Thursday, November 25, 2010

Your Life in Context

I've been reading modern church history, recently from primary sources including diaries as part of my work on a new book.  I've been struck by how difficult it is for people to put their own lives into context as they live them.  The history inside of which they live dominates their thoughts, beliefs, perceptions and interpretations.  It is almost impossible for people to disconnect from their surroundings and view history as they live it.


We rarely have it occur to us that we are part of a current, a flow of people, events and even thought in all the moments of our lives.  But we can act independent of that flow by making a choice.


I am astonished by the arrogance of office, position and wealth.  When any person is put into a position in which their circumstances grant them advantages over their fellow man, it is hard to retain empathy for how well intended but terribly misinformed actions always affect others.  Such things certainly do not make any person a bad man, but always reduces them from what they might have become.

It was essential to Christ's life that He be born in obscurity, associated with the least of His society, be deprived of wealth and official power.  He could not have accomplished His mission were He in a position to preside.  He needed to be persecuted to fully awaken to the injustices men impose on others.  Even so little a matter as tempting Him by interrogations designed to trip Him up made Him greater than He would have been had people deferred to His standing.  He was challenged, not coddled.  He grew from grace to grace until He was called the Son of God, because of the things which He suffered.


Almost without exception when a soul awakens to the historic context in which they live they immediately find themselves at odds with the surrounding culture.  In this also the Lord was The Great Example.


On Thanksgiving I find myself appreciating our Lord and His difficult life all the more.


To do => Pictures do not belong in your copy. Repeat all the other data exactly.

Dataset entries
........

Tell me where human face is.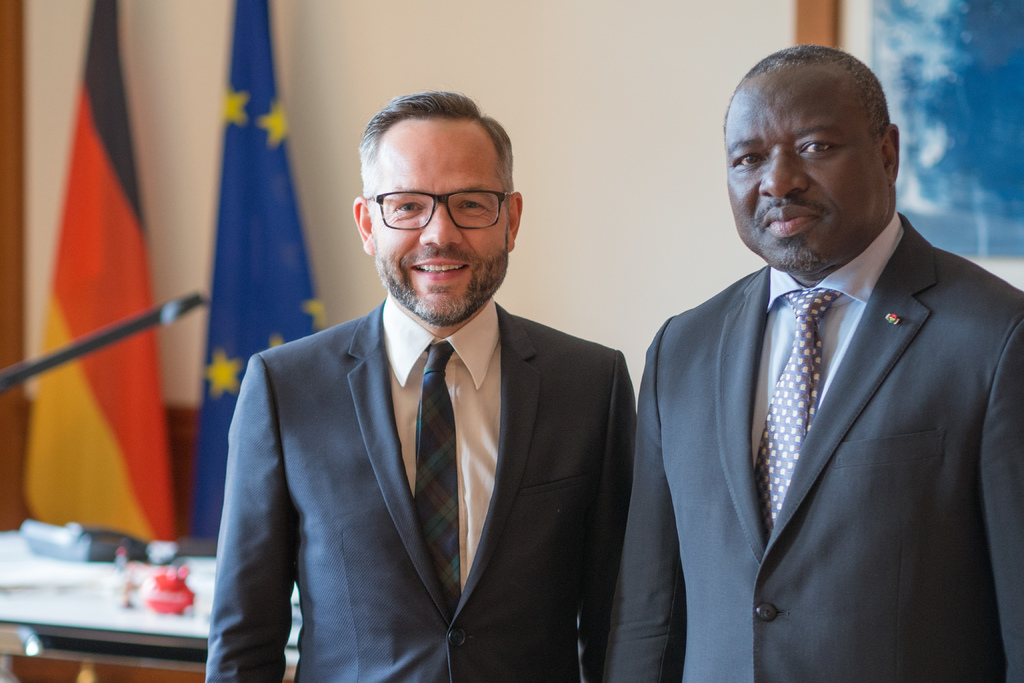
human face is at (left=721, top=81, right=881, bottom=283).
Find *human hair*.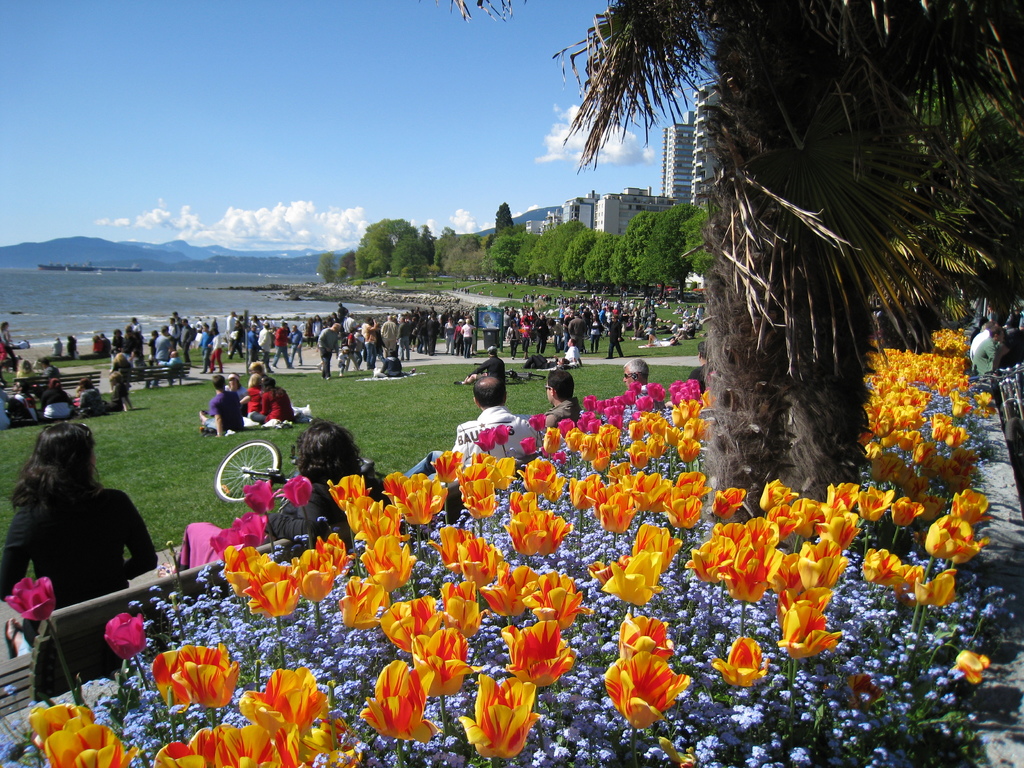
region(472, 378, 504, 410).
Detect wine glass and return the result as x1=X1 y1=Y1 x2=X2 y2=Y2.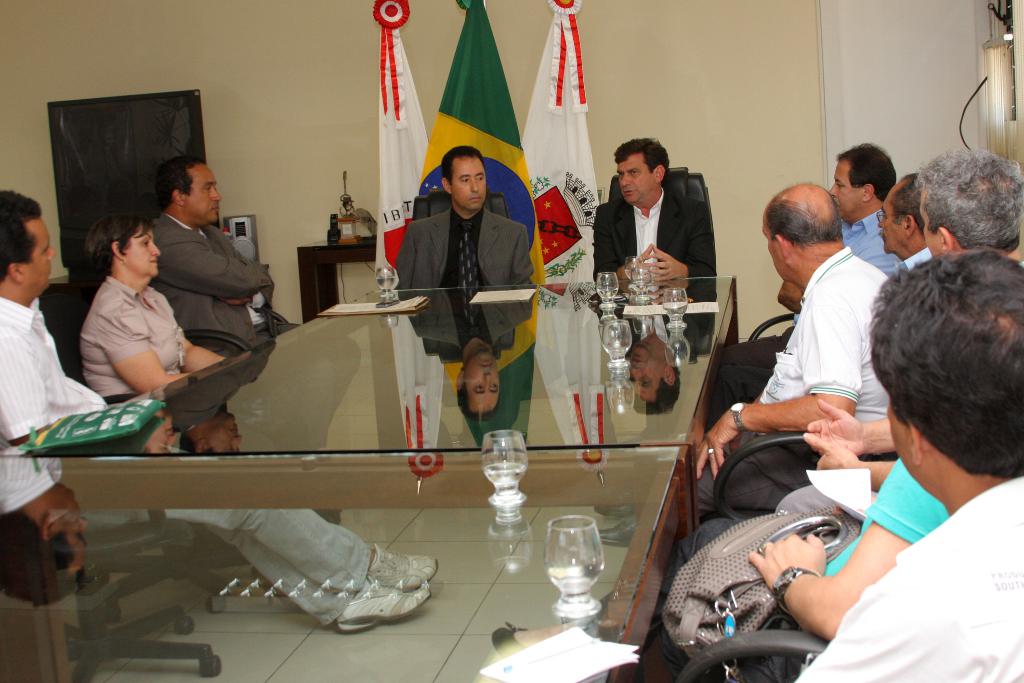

........

The completed task =>
Tell me where human face is.
human face is at (left=721, top=81, right=881, bottom=283).
Find *human hair*.
region(472, 378, 504, 410).
Detect wine glass and return the result as x1=X1 y1=Y1 x2=X2 y2=Y2.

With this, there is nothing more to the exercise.